Open Educational Resources/Historical/Cost-shifting

  • A university teacher releases course materials onto the web under a Creative Commons licence. Consumers have cost-free access. The production of materials was financed by the teacher's employer (a university). Ultimately the university bears the costs, both in terms of staff costs and making a web presence available to host the materials.
  • A programmer creates an educational tool and releases it as freeware. Like the professor, the programmer cannot live without an income. The programmer's costs might be shifted to an unrelated commercial activity (e.g. daytime employer, freelance projects) or to related commercial activity (e.g. optional support and services associated with the educational freeware).
  • A website offers a repository of cost-free educational materials. The website's staff and hosting are financed by cash or donations-in-kind from major corporations and private charitable donations.

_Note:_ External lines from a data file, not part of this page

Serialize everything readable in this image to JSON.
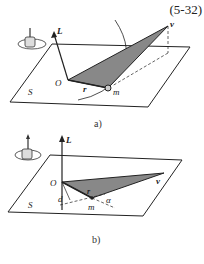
{
  "equation_number": "(5-32)",
  "figure_a": {
    "caption": "a)",
    "labels": {
      "axis": "L",
      "origin": "O",
      "radius": "r",
      "point": "m",
      "velocity": "v",
      "plane": "S"
    },
    "icon": "right-hand-rule-icon"
  },
  "figure_b": {
    "caption": "b)",
    "labels": {
      "axis": "L",
      "origin": "O",
      "radius": "r",
      "point": "m",
      "velocity": "v",
      "plane": "S",
      "distance": "d",
      "angle": "α"
    },
    "icon": "right-hand-rule-icon"
  },
  "colors": {
    "shade": "#888888",
    "line": "#222222"
  }
}
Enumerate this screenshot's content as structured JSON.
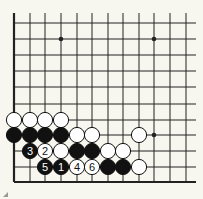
{
  "diagram": {
    "type": "go-board-problem",
    "colors": {
      "background": "#f7f6ef",
      "line": "#222222",
      "black": "#111111",
      "white": "#ffffff"
    },
    "grid": {
      "cols_x": [
        14,
        30,
        45,
        61,
        77,
        92,
        108,
        123,
        139,
        154,
        170,
        186
      ],
      "rows_y": [
        23,
        39,
        55,
        71,
        87,
        104,
        120,
        135,
        151,
        167,
        182
      ],
      "right_extent": 196,
      "top_extent": 13,
      "left_edge": true,
      "bottom_edge": true
    },
    "star_points": [
      {
        "col": 3,
        "row": 1
      },
      {
        "col": 9,
        "row": 1
      },
      {
        "col": 9,
        "row": 7
      }
    ],
    "stones": [
      {
        "color": "white",
        "col": 0,
        "row": 6,
        "label": ""
      },
      {
        "color": "white",
        "col": 1,
        "row": 6,
        "label": ""
      },
      {
        "color": "white",
        "col": 2,
        "row": 6,
        "label": ""
      },
      {
        "color": "white",
        "col": 3,
        "row": 6,
        "label": ""
      },
      {
        "color": "black",
        "col": 0,
        "row": 7,
        "label": ""
      },
      {
        "color": "black",
        "col": 1,
        "row": 7,
        "label": ""
      },
      {
        "color": "black",
        "col": 2,
        "row": 7,
        "label": ""
      },
      {
        "color": "black",
        "col": 3,
        "row": 7,
        "label": ""
      },
      {
        "color": "white",
        "col": 4,
        "row": 7,
        "label": ""
      },
      {
        "color": "white",
        "col": 5,
        "row": 7,
        "label": ""
      },
      {
        "color": "white",
        "col": 8,
        "row": 7,
        "label": ""
      },
      {
        "color": "black",
        "col": 1,
        "row": 8,
        "label": "3"
      },
      {
        "color": "white",
        "col": 2,
        "row": 8,
        "label": "2"
      },
      {
        "color": "white",
        "col": 3,
        "row": 8,
        "label": ""
      },
      {
        "color": "black",
        "col": 4,
        "row": 8,
        "label": ""
      },
      {
        "color": "black",
        "col": 5,
        "row": 8,
        "label": ""
      },
      {
        "color": "white",
        "col": 6,
        "row": 8,
        "label": ""
      },
      {
        "color": "white",
        "col": 7,
        "row": 8,
        "label": ""
      },
      {
        "color": "black",
        "col": 2,
        "row": 9,
        "label": "5"
      },
      {
        "color": "black",
        "col": 3,
        "row": 9,
        "label": "1"
      },
      {
        "color": "white",
        "col": 4,
        "row": 9,
        "label": "4"
      },
      {
        "color": "white",
        "col": 5,
        "row": 9,
        "label": "6"
      },
      {
        "color": "black",
        "col": 6,
        "row": 9,
        "label": ""
      },
      {
        "color": "black",
        "col": 7,
        "row": 9,
        "label": ""
      },
      {
        "color": "white",
        "col": 8,
        "row": 9,
        "label": ""
      }
    ]
  }
}
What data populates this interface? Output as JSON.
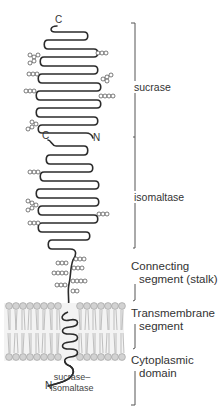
{
  "diagram": {
    "regions": [
      {
        "id": "sucrase",
        "label": "sucrase"
      },
      {
        "id": "isomaltase",
        "label": "isomaltase"
      },
      {
        "id": "stalk",
        "label_line1": "Connecting",
        "label_line2": "segment (stalk)"
      },
      {
        "id": "transmembrane",
        "label_line1": "Transmembrane",
        "label_line2": "segment"
      },
      {
        "id": "cytoplasmic",
        "label_line1": "Cytoplasmic",
        "label_line2": "domain"
      }
    ],
    "termini": {
      "sucrase_c": "C",
      "sucrase_n": "N",
      "isomaltase_c": "C",
      "protein_n": "N"
    },
    "protein_label_line1": "sucrase–",
    "protein_label_line2": "isomaltase",
    "colors": {
      "strand": "#2b2b2b",
      "lipid_head": "#c8c8c8",
      "lipid_tail": "#9a9a9a",
      "bracket": "#555555",
      "text": "#333333"
    }
  }
}
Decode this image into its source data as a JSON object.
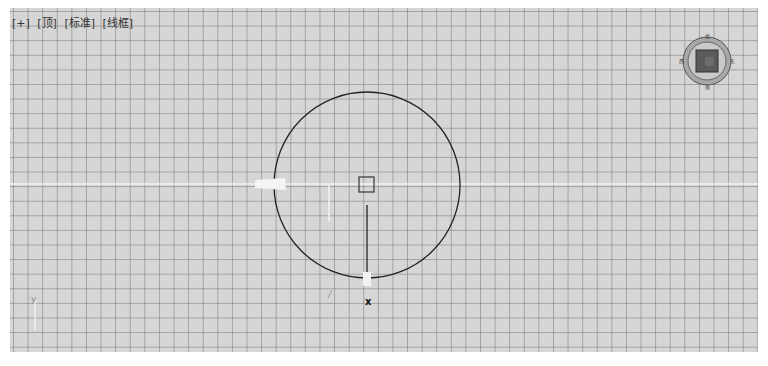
{
  "viewport": {
    "labels": [
      "[+]",
      "[顶]",
      "[标准]",
      "[线框]"
    ],
    "view_name": "顶",
    "shading_mode": "线框",
    "grid_color": "#8a8a8a",
    "background_color": "#d6d6d6"
  },
  "viewcube": {
    "icon": "viewcube-icon",
    "compass_labels": {
      "north": "北",
      "south": "南",
      "east": "东",
      "west": "西"
    },
    "face_color": "#5a5a5a",
    "ring_color": "#7a7a7a"
  },
  "scene": {
    "object": "circle",
    "center_marker": "pivot-square",
    "gizmo_axis_label": "x",
    "axis_indicator_label": "y"
  }
}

Cost-shifting in OER is accompanied by measures which spread the costs of production processes. For example, the costs borne by educators are reduced by involving software programmers, legal experts and repository managers in the whole OER production process

Cost-shifting in OER is also accompanied by measures which maximize the cost-efficiency of production processes. Reusability is a core principle here. For example, the reusability of a software licence reduces legal costs without adding any time-related burden to a legal expert.

There is no one economic model which OERs must follow. On the contrary, there is considerable debate and experimentation in this area. What characterises OER production is the move away from the traditional model where a consumer pays the producer for their goods or services.